It’s hard to find anyone who doesn’t speak effusively about the 34th president of the University of Maryland, College Park (UMCP) — Darryll J. Pines, PhD, MS. Upon announcing in February that Pines would take the reins this month of the state’s flagship public university, University System of Maryland (USM) Chancellor Jay A. Perman, MD, cited some of his successes as dean of the A. James Clark School of Engineering since 2009: outstanding student retention and graduation rates, goal-breaking philanthropic support, worldwide success of the Solar Decathlon team, and national recognition for the school’s chapter of Engineers without Borders.
But even more important to the future of the university, Perman cited the tremendous growth at the Clark School of minority faculty representation — even a doubling of the number of tenure-track women faculty members.
“I know that you’ve said and I agree that there are two pandemics right now. One is about COVID and one is about social injustice,” University of Maryland, Baltimore (UMB) Interim President Bruce E. Jarrell, MD, FACS, began at the start of his weekly web-based program Virtual Face to Face with Dr. Bruce Jarrell. “During your tenure as the dean of the School of Engineering you made great inroads into achieving more equity, diversity, and inclusion in the School of Engineering. How did you go about accomplishing that to be so successful?”
Pines explained that the effort to improve diversity, equity, and inclusion among students, faculty, and staff was made part of the school’s strategic plan, and that processes were put in place to ensure compliance. “One of the processes that we put in place was that in every search, when you got to the finalist pool you had to have a diverse candidate in the finalist pool,” he said. “Another incentive was that the dean’s office would offer at least one third of the salary amount to any department that found an underrepresented, diverse candidate or female candidate. That turned out to be a pretty good incentive to our departments.”
Pines’ own path to leadership of UMCP included an unlikely and fortuitous relationship. “When I was an 18-year-old freshman mechanical engineering student,” he told Jarrell, “Dan Mote was a mechanical engineering faculty member at UC [University of California] Berkeley and he was my academic advisor. Dr. Mote invited me into his laboratory and he showed me what he was working on and that got me excited about research.” Decades later, in 1998 when Pines was an assistant professor at UMCP, C. Daniel Mote, PhD, was named president at College Park.
UMCP’s and Pines’ relationship with colleagues to the north at UMB has not always been so charmed. Jarrell and Pines recalled together their first meeting in 2008 at what was then known as the University of Maryland Bioscience Institute in Rockville.
“There was this tension between our two institutions that like I had never seen before,” Pines remembered. “And just to think that where we are today in a wonderful, collaborative environment with mutual respect of the leadership and the researchers and scholars at UMB. I even have a greater appreciation to be honest with you, Dr. Jarrell, based on what has happened with this COVID-19 time. I have an even greater respect for colleagues at UMB because of the collaboration that I’ve seen during this time period.”
At the heart of that collaborative relationship is the University of Maryland Strategic Partnership: MPowering the State, more commonly referred to as MPower. What started as a spark of collaboration in 2012, was kindled by an act of the Maryland General Assembly and the governor in 2016 into what is now a massive array of joint research and programs. About two dozen programs and centers are advancing research in the use of virtual and augmented reality in medicine, opioid use disorders, human trafficking, brain health and human performance, and much more. Since 2012, some 650 joint research proposals have yielded $217 million in joint funding.
Right now, the most pressing need for research is in regard to COVID-19, and the collaboration is working there, too. In May, MPower’s UM Ventures awarded funds to four teams for research that would contribute to commercialization of evidence-based medical devices related to COVID-19 — including devices for testing, personal protection, treatment, and prevention. Additionally, proposals are being reviewed now to make multiple seed grant awards to fund COVID-19 research, not only in the medical arena, but also involving social, behavioral, policy, and legal research.
“It’s been a wonderful partnership,” Jarrell said. “And we’ve got lots more to do together.”
You can watch the entire conversation, including questions from the audience regarding research, the return of students, promoting diversity on campus, and more, at the link above.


Copy all lines in the material holding the string "sloping".

┄┄┄┄┄┄

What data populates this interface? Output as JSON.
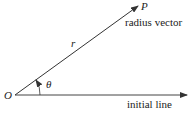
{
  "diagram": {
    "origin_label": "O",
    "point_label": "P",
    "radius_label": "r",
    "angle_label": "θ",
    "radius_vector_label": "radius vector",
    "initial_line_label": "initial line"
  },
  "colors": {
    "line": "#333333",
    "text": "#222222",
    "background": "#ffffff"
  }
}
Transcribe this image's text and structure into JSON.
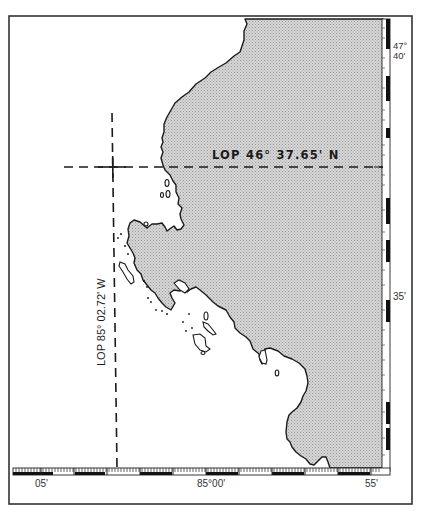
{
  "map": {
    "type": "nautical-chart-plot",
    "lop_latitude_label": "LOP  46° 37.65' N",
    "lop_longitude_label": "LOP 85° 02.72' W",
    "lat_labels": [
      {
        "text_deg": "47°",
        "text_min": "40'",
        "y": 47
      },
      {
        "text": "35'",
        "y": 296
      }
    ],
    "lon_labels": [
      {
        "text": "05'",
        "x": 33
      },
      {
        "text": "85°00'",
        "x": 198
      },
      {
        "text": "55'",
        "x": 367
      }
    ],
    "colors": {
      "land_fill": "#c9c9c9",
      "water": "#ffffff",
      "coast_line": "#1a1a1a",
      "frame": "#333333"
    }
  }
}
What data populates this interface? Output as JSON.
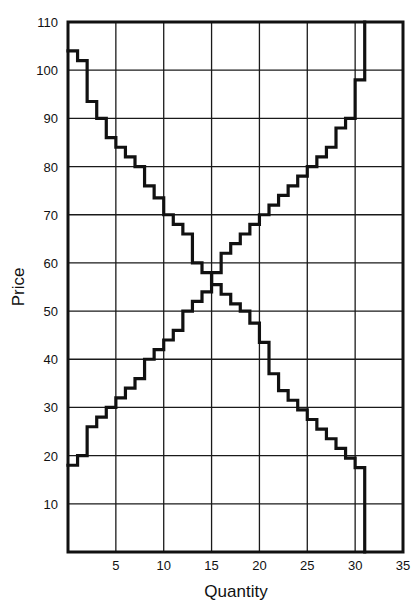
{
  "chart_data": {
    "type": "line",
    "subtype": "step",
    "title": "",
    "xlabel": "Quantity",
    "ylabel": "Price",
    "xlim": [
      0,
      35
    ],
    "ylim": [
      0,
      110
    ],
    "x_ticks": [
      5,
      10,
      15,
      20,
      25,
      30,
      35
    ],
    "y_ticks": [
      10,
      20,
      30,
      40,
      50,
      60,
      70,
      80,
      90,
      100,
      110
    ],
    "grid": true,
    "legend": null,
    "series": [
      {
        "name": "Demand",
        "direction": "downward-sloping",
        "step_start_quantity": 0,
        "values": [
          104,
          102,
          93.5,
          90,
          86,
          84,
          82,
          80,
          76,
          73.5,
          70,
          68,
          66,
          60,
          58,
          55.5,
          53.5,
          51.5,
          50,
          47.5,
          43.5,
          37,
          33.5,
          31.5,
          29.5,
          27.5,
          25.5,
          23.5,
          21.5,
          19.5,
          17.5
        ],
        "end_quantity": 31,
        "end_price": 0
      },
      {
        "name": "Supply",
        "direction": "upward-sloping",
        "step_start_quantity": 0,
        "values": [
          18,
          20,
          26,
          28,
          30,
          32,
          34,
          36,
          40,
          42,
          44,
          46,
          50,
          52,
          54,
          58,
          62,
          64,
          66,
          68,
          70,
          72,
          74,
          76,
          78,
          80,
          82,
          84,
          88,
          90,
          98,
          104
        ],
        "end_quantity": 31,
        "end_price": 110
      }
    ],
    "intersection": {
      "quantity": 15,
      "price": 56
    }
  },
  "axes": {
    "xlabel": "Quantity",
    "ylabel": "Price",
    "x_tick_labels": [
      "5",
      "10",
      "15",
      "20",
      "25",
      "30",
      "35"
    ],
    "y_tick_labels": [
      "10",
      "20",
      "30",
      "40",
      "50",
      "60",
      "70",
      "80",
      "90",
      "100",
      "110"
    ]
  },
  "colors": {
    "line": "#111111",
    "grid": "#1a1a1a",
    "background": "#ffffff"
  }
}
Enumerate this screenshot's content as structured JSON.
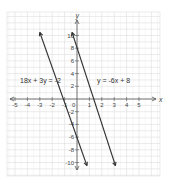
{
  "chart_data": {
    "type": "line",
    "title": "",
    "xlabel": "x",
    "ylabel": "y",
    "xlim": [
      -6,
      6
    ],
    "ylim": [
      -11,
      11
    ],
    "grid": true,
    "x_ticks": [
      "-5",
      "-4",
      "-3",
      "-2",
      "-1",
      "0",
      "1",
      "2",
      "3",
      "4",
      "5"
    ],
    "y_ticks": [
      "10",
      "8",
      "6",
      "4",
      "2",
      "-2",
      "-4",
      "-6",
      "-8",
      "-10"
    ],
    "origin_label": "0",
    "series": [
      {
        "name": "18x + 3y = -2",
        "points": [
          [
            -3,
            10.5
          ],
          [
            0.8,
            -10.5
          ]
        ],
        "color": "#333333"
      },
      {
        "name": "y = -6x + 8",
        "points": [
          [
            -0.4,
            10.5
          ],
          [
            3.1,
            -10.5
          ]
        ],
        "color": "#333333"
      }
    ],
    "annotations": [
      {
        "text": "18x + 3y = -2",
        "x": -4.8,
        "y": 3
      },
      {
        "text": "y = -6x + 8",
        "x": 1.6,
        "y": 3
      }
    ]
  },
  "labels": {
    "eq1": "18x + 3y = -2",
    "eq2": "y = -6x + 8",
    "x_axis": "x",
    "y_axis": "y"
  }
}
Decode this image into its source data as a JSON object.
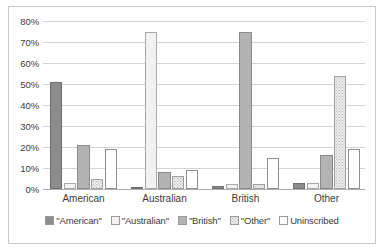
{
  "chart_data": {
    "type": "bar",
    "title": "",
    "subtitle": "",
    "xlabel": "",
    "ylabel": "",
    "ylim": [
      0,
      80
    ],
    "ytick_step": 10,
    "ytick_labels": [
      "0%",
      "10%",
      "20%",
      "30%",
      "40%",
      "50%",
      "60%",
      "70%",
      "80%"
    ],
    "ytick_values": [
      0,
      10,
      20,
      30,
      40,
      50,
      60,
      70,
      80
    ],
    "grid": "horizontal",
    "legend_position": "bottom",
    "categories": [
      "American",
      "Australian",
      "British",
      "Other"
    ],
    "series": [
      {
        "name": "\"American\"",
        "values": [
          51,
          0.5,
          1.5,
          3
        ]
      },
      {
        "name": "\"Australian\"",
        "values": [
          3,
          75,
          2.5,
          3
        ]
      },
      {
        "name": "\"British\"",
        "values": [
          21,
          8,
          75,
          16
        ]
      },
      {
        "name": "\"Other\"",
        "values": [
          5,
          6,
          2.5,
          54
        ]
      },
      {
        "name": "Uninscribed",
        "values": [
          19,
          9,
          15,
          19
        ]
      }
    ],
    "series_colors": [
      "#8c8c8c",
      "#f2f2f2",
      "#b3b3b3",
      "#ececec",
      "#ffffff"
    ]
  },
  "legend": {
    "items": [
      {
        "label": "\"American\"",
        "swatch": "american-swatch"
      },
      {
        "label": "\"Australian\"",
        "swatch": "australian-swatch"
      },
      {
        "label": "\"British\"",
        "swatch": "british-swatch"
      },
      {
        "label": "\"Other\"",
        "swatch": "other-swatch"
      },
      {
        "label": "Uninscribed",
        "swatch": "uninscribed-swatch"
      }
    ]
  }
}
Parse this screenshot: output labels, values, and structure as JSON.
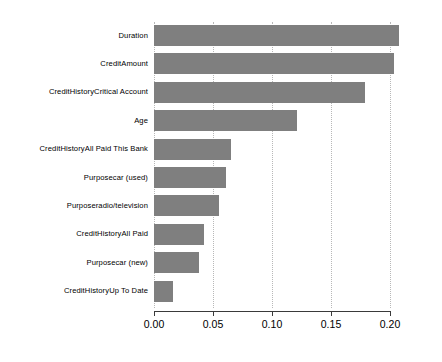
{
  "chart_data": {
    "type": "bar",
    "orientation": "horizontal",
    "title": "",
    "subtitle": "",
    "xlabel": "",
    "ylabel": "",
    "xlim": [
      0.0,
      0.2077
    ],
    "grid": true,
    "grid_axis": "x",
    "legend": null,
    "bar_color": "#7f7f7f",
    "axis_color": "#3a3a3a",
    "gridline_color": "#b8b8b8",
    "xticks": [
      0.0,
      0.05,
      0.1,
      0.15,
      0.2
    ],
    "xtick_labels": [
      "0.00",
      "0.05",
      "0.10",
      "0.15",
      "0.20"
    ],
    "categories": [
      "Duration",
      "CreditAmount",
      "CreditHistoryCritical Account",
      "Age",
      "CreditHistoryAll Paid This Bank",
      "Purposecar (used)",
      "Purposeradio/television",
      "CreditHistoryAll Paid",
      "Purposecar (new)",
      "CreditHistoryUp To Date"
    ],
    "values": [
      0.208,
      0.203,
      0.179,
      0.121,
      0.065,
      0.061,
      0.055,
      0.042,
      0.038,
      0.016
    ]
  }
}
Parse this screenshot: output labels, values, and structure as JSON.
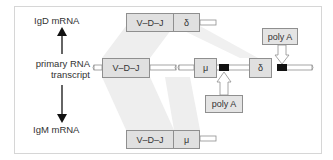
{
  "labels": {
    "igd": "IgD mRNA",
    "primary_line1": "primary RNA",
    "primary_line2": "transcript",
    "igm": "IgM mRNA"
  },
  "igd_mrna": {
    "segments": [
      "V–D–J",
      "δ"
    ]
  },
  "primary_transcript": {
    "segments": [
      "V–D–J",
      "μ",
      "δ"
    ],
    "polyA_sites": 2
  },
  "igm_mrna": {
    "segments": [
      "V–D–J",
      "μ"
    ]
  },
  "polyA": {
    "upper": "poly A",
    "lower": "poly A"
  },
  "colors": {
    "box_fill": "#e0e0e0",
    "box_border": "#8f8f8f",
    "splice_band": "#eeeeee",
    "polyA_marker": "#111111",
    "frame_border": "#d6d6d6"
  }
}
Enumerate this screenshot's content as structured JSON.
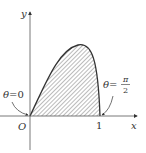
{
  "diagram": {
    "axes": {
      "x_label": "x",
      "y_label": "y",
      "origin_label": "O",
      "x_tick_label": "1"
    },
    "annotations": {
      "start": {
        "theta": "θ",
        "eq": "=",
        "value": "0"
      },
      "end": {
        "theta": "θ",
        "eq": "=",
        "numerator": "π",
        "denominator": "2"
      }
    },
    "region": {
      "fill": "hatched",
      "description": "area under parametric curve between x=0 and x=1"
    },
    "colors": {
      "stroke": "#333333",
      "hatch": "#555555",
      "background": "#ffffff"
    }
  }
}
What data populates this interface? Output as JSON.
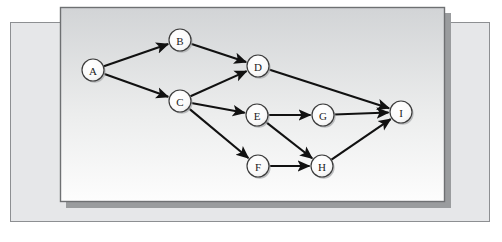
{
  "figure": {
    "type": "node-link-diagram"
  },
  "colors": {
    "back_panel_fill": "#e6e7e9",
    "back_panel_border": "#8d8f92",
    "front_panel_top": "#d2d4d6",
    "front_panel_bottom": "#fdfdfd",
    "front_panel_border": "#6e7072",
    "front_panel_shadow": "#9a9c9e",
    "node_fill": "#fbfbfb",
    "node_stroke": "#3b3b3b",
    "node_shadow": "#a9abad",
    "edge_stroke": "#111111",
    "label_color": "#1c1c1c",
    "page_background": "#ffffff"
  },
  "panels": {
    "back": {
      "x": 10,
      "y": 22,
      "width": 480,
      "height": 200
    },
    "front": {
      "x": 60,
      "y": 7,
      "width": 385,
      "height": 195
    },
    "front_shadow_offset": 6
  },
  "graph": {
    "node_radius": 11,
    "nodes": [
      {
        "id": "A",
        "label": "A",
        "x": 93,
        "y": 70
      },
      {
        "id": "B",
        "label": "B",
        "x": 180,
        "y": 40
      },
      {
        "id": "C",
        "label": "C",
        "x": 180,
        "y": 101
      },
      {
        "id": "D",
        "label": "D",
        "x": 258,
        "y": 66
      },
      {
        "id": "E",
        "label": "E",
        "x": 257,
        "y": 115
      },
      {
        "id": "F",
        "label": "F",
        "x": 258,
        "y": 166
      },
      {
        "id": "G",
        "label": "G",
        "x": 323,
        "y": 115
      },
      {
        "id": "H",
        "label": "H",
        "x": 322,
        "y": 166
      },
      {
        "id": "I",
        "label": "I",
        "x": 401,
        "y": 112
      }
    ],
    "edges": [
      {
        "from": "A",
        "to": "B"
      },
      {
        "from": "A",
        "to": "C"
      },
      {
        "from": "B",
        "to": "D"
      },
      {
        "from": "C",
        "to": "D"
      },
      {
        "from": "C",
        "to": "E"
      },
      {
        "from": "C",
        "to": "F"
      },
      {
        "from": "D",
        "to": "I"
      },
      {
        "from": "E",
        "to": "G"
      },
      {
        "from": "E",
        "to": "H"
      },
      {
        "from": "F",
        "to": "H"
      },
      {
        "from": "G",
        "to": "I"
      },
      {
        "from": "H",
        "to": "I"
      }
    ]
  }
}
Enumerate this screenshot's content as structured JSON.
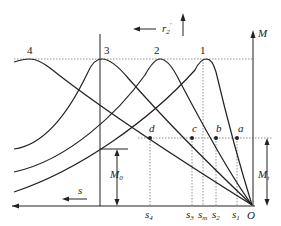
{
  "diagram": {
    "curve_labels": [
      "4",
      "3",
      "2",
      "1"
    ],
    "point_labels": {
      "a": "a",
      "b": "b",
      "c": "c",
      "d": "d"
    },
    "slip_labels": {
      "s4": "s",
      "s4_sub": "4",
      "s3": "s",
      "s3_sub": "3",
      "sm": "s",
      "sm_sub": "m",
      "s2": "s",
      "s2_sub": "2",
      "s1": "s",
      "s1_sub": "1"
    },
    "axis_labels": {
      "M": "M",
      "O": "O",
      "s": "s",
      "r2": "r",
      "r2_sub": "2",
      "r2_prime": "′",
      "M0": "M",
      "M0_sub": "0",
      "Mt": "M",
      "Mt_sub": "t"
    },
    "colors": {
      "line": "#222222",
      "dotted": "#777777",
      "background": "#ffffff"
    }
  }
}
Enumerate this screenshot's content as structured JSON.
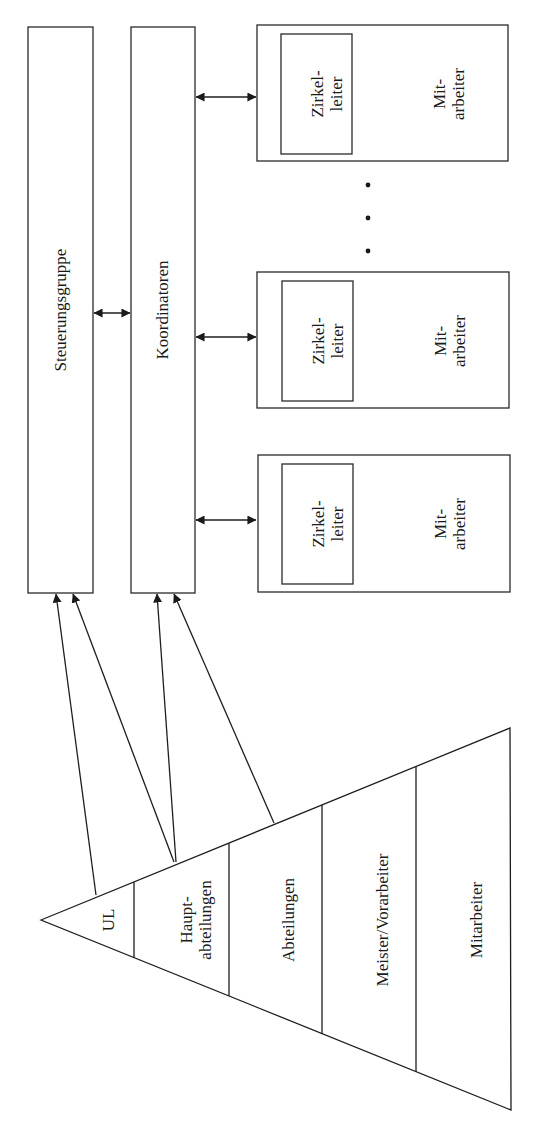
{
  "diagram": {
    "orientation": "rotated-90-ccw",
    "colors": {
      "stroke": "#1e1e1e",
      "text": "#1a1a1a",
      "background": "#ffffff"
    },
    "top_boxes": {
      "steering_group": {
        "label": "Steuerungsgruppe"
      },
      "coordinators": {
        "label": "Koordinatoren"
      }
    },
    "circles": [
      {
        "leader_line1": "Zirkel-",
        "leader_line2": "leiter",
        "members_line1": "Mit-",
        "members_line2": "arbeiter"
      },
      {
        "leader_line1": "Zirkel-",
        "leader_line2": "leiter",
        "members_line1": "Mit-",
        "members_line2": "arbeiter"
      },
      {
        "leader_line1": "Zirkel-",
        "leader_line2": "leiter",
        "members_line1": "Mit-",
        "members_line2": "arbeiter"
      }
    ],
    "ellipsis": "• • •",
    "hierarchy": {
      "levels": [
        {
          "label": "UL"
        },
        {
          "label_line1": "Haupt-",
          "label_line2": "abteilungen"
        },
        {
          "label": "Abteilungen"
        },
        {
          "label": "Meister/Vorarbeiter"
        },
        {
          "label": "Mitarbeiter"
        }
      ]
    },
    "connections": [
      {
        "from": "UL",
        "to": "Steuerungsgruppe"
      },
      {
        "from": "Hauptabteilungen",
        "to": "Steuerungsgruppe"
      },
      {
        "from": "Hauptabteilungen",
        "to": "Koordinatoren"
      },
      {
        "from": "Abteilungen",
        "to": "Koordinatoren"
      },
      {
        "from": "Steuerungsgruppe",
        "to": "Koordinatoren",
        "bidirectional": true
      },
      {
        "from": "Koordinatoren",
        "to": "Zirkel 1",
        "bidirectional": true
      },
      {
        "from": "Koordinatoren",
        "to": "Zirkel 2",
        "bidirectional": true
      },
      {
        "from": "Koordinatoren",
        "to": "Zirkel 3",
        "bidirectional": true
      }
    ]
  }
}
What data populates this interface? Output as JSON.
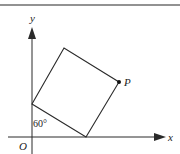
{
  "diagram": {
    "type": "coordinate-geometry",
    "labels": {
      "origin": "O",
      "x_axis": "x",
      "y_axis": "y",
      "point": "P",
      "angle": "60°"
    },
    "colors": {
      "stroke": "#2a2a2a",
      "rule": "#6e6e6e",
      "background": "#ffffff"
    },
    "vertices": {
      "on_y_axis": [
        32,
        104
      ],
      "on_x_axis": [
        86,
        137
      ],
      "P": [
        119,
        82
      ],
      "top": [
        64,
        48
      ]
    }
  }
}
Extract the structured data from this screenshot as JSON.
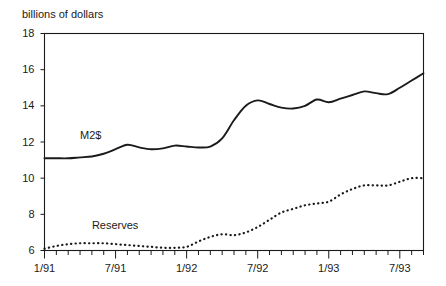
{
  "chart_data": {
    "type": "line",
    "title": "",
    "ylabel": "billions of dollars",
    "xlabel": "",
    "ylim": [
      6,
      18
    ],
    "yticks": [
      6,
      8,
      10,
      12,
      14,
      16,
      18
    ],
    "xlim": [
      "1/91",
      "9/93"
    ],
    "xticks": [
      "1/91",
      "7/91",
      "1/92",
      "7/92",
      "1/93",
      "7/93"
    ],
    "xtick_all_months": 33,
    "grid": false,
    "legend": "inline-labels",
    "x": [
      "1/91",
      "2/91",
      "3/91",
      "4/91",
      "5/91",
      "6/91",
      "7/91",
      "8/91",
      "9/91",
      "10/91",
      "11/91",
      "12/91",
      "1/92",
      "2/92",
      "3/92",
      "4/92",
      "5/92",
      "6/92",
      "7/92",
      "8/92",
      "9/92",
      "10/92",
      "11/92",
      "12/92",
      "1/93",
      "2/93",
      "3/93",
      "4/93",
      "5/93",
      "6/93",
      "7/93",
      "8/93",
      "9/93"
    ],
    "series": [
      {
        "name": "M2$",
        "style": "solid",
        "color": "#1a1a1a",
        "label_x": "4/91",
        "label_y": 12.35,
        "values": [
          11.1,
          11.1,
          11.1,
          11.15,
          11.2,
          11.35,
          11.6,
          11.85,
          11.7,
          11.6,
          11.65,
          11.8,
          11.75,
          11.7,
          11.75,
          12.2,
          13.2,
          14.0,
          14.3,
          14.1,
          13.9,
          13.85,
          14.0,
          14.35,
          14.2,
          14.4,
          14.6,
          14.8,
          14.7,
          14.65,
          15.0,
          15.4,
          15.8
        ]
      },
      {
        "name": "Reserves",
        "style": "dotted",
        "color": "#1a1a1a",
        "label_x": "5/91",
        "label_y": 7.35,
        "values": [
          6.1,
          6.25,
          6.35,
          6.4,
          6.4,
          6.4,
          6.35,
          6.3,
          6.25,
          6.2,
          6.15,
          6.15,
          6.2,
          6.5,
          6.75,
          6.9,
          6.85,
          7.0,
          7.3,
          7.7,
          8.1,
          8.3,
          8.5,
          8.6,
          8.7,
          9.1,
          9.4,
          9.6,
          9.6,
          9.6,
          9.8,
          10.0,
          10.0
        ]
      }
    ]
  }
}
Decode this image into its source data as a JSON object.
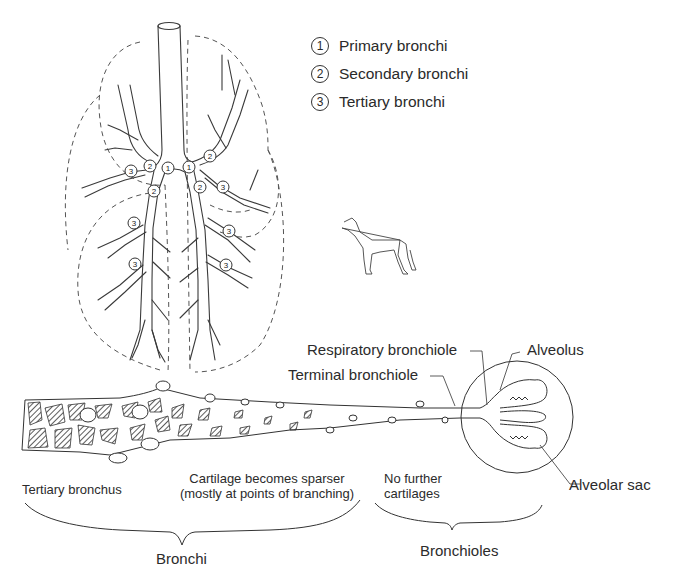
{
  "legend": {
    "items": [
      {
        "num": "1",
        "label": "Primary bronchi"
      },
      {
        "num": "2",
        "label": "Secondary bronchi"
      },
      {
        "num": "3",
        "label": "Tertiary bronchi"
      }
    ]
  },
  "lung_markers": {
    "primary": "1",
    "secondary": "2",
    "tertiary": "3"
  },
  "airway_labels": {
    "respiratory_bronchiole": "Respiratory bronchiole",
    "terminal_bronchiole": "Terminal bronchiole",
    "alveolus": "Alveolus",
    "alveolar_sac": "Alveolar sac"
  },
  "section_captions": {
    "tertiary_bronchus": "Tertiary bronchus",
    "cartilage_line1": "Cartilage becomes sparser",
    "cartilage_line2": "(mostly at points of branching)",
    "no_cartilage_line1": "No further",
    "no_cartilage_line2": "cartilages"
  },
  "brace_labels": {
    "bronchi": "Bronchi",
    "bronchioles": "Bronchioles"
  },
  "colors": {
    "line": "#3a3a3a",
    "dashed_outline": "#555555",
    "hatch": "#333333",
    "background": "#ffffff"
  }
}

┄┄┄┄┄┄

### [REPLY TO THE EXERCISE]
        "direction": "downward-sloping",
        "direction": "upward-sloping",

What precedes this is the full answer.